According to Jim Beget, a tephra expert at the University of Alaska in Fairbanks, the exposure indicates that the ash is above the ice, and the date they estimated seems to be valid. He visited the site in 2005, but he was not involved in the study.

Not everyone is as enthusiastic however. A colleague of Jim Beget at the University of Alaska in Fairbanks, Vladimir Romanovsky, a geophysicist, says that he can accept that some small areas of permafrost could have survived the previous interglacial warm period around 120,000 years ago, but that 740,000 years seems extreme. If that age is correct, an explanation must be found, according to him.

If the estimates are confirmed and other similar sites could be found, this could help climate modellers to get a better understanding of the dynamics of the permafrost in warmer conditions. David Lawrence, a climate researcher at the US National enter for Atmospheric Research, says that most models show that the permafrost is less stable than it actually is. The depth of the permafrost, the vegetation on the surface and the land itself can all influence the time it takes for the permafrost to completely disappear.

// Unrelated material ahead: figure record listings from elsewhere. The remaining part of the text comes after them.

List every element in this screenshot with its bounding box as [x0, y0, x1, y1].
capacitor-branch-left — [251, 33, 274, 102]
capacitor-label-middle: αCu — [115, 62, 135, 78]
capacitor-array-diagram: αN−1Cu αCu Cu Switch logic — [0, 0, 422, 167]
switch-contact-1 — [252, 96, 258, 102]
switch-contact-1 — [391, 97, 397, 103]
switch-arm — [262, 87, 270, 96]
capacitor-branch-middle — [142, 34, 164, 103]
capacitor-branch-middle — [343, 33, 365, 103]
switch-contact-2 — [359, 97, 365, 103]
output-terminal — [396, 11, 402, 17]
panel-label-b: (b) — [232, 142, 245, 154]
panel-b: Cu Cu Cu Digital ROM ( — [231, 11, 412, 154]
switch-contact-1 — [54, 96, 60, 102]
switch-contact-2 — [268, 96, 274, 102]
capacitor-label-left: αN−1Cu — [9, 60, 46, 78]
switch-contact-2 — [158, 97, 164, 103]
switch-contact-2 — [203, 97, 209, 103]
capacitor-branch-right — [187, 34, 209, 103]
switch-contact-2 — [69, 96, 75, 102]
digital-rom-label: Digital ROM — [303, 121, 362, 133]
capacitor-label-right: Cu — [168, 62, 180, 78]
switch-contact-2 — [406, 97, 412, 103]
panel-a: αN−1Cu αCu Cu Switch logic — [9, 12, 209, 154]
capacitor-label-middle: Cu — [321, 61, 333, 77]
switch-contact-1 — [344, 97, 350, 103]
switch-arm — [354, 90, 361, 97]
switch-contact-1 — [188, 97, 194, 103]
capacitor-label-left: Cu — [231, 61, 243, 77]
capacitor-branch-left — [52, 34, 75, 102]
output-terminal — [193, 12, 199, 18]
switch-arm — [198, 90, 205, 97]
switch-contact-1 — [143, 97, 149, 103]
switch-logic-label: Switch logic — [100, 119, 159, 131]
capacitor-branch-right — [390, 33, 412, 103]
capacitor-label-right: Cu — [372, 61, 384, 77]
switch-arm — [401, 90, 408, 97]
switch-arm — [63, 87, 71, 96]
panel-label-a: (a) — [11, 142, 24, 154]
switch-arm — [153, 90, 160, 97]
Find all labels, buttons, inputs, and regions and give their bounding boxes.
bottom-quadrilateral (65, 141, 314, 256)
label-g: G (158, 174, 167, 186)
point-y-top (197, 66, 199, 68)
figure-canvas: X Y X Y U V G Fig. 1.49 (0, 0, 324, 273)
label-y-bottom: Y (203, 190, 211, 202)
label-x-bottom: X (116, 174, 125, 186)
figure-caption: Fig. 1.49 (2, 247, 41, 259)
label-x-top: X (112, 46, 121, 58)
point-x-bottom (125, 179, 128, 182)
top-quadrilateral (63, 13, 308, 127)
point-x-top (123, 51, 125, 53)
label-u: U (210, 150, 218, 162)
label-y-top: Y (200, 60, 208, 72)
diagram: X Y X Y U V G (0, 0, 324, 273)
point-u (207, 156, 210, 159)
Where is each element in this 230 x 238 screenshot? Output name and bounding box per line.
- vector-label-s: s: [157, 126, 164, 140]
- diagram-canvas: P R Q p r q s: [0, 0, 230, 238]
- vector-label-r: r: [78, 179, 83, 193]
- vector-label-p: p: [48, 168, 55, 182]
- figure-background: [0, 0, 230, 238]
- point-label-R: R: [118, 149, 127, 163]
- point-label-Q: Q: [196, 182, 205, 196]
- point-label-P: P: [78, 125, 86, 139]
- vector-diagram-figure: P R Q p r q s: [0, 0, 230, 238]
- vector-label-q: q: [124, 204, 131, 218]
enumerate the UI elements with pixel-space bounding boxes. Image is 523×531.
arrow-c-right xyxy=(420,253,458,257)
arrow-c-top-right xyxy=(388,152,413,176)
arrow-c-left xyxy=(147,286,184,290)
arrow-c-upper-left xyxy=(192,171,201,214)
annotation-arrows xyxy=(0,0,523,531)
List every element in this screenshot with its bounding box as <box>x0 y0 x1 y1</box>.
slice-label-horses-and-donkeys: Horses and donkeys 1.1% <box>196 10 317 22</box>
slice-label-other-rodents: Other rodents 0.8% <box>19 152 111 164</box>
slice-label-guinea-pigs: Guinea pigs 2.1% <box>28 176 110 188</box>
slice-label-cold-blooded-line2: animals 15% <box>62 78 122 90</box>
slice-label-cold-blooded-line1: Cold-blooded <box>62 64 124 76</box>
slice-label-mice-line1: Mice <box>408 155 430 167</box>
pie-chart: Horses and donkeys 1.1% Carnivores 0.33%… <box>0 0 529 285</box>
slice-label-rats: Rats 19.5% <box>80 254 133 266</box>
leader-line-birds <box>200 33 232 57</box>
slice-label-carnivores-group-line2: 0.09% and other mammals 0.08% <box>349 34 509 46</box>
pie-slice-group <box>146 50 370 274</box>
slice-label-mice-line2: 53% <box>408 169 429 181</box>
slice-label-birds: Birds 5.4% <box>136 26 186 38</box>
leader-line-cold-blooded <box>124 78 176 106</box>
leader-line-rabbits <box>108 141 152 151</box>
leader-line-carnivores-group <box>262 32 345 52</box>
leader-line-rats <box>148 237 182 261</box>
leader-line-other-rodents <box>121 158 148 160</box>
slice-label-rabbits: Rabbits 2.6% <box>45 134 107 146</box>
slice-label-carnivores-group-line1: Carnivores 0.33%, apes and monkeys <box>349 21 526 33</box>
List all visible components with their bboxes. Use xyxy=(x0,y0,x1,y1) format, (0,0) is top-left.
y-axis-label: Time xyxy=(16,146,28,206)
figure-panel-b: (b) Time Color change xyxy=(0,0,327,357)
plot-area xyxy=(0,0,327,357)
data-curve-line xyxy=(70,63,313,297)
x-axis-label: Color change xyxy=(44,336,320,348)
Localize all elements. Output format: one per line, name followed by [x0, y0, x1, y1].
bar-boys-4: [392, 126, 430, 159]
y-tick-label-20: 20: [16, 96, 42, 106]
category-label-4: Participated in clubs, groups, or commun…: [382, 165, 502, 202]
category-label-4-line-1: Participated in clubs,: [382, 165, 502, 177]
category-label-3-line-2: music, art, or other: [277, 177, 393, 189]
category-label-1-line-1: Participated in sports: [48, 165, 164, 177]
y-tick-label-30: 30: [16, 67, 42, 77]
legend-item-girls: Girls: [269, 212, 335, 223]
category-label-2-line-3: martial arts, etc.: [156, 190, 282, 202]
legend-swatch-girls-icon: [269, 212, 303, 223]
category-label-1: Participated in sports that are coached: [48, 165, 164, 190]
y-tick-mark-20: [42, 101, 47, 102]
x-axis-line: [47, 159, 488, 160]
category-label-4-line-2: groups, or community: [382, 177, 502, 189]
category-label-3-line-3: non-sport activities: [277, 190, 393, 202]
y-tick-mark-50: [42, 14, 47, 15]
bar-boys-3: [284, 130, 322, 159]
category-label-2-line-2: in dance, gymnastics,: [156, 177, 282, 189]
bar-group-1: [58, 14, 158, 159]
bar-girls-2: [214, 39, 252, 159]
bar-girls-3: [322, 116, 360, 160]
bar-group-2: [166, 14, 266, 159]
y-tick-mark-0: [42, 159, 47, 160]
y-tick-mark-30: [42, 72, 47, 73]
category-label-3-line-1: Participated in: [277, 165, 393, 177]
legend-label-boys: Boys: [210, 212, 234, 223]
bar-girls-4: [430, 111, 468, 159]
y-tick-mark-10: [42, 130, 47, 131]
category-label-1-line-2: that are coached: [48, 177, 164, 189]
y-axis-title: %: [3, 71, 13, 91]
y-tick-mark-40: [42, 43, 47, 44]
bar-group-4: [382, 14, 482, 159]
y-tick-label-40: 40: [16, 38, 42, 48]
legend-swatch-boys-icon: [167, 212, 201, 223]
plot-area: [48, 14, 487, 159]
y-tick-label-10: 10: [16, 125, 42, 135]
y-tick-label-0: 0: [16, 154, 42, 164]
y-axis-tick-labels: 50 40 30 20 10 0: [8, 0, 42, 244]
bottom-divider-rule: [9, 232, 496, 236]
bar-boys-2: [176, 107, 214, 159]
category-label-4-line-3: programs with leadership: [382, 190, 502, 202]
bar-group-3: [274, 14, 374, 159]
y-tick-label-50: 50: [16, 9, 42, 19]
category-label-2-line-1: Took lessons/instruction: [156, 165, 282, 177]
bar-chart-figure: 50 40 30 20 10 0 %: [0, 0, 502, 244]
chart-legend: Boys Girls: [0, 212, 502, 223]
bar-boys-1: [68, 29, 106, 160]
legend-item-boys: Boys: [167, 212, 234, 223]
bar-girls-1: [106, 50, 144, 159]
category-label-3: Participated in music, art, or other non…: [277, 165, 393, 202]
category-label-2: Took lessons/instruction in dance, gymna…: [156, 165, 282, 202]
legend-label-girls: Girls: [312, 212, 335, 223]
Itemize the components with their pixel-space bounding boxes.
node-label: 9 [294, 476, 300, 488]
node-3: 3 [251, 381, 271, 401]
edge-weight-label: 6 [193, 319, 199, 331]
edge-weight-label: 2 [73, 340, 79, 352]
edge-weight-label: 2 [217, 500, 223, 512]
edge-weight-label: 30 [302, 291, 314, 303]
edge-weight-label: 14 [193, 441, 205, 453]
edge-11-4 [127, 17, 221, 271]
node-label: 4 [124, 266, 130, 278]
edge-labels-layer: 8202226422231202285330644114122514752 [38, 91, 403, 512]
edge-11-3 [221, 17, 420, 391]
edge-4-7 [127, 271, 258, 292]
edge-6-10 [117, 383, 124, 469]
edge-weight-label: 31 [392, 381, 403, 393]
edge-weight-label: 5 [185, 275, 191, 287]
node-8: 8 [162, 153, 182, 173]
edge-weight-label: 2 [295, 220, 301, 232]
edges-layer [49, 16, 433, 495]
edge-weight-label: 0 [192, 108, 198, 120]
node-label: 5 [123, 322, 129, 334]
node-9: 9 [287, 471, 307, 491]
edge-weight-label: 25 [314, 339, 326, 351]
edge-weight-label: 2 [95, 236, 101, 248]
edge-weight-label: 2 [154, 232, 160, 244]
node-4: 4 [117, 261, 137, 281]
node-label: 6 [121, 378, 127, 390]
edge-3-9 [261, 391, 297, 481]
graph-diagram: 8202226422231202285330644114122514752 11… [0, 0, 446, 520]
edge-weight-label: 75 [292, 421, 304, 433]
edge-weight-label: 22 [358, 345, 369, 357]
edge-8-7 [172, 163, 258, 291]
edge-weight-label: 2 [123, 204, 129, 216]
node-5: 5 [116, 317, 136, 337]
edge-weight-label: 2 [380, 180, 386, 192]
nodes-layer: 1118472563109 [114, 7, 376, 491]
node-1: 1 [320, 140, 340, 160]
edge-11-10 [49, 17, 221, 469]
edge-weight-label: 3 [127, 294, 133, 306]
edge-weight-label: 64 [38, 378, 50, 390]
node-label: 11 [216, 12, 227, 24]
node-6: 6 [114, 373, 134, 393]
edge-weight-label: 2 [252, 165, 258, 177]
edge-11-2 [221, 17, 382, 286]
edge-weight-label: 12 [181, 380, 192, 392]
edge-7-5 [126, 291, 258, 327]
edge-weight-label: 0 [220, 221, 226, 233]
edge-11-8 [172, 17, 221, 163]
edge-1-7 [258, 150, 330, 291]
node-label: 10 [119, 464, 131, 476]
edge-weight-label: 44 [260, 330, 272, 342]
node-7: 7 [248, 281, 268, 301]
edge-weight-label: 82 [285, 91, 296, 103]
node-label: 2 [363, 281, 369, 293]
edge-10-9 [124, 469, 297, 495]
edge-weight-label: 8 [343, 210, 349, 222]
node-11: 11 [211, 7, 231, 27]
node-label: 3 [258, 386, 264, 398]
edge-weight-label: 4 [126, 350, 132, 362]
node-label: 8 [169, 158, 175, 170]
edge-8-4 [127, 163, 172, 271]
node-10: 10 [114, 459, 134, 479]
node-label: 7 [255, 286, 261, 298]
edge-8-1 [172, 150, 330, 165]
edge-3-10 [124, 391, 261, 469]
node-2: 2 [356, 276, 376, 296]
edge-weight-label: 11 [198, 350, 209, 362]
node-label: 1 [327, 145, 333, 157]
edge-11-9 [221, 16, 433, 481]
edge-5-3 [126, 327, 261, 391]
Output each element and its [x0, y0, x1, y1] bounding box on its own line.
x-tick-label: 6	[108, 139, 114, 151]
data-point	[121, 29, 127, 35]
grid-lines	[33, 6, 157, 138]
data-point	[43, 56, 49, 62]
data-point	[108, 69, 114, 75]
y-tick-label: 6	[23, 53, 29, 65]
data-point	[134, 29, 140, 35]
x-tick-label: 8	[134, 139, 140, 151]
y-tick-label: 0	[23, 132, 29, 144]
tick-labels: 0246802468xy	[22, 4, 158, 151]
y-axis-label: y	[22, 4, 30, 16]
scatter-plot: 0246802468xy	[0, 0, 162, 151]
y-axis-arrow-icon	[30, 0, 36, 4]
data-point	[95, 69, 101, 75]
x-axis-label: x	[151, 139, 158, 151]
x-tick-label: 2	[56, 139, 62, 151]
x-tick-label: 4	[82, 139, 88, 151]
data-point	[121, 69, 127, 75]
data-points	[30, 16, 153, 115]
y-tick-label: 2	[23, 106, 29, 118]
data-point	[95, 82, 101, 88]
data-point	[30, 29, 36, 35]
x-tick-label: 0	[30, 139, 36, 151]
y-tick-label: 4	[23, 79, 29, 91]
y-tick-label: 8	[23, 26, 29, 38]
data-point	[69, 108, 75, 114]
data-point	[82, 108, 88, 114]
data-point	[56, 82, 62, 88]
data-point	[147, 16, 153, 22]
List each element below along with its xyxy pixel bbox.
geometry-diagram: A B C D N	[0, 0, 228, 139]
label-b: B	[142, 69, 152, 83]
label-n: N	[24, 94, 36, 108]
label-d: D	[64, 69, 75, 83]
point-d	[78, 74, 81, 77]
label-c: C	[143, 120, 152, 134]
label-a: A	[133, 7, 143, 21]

Some climate models predict that higher northern latitudes will experience the most warming, even up to 7-8C in the Arctic, if nothing is done to curb the rising carbon emissions. Warm temperatures could melt the permafrost and that would increase microbial activity. That, in turn, would release carbon from the previously frozen soil in the form of carbon dioxide and methane, a greenhouse gas that is more powerful than carbon dioxide.

Ted Schuur and his colleagues of the University of Florida estimate that at least 1,672 billion tonnes of carbon are contained in permafrost up to three metres deep. Previous calculations have shown that around 48 billion tonnes of carbon could be released from the Canadian permafrost in the 21st century, if the average yearly temperature would rise by 4C.

This discovery of ancient ice is an indication that some pockets of permafrost may be more resistant to global warming than previously thought. "But it doesn't mean that we shouldn't expect very severe changes in permafrost if this predicted warming does happen," says Romanovsky.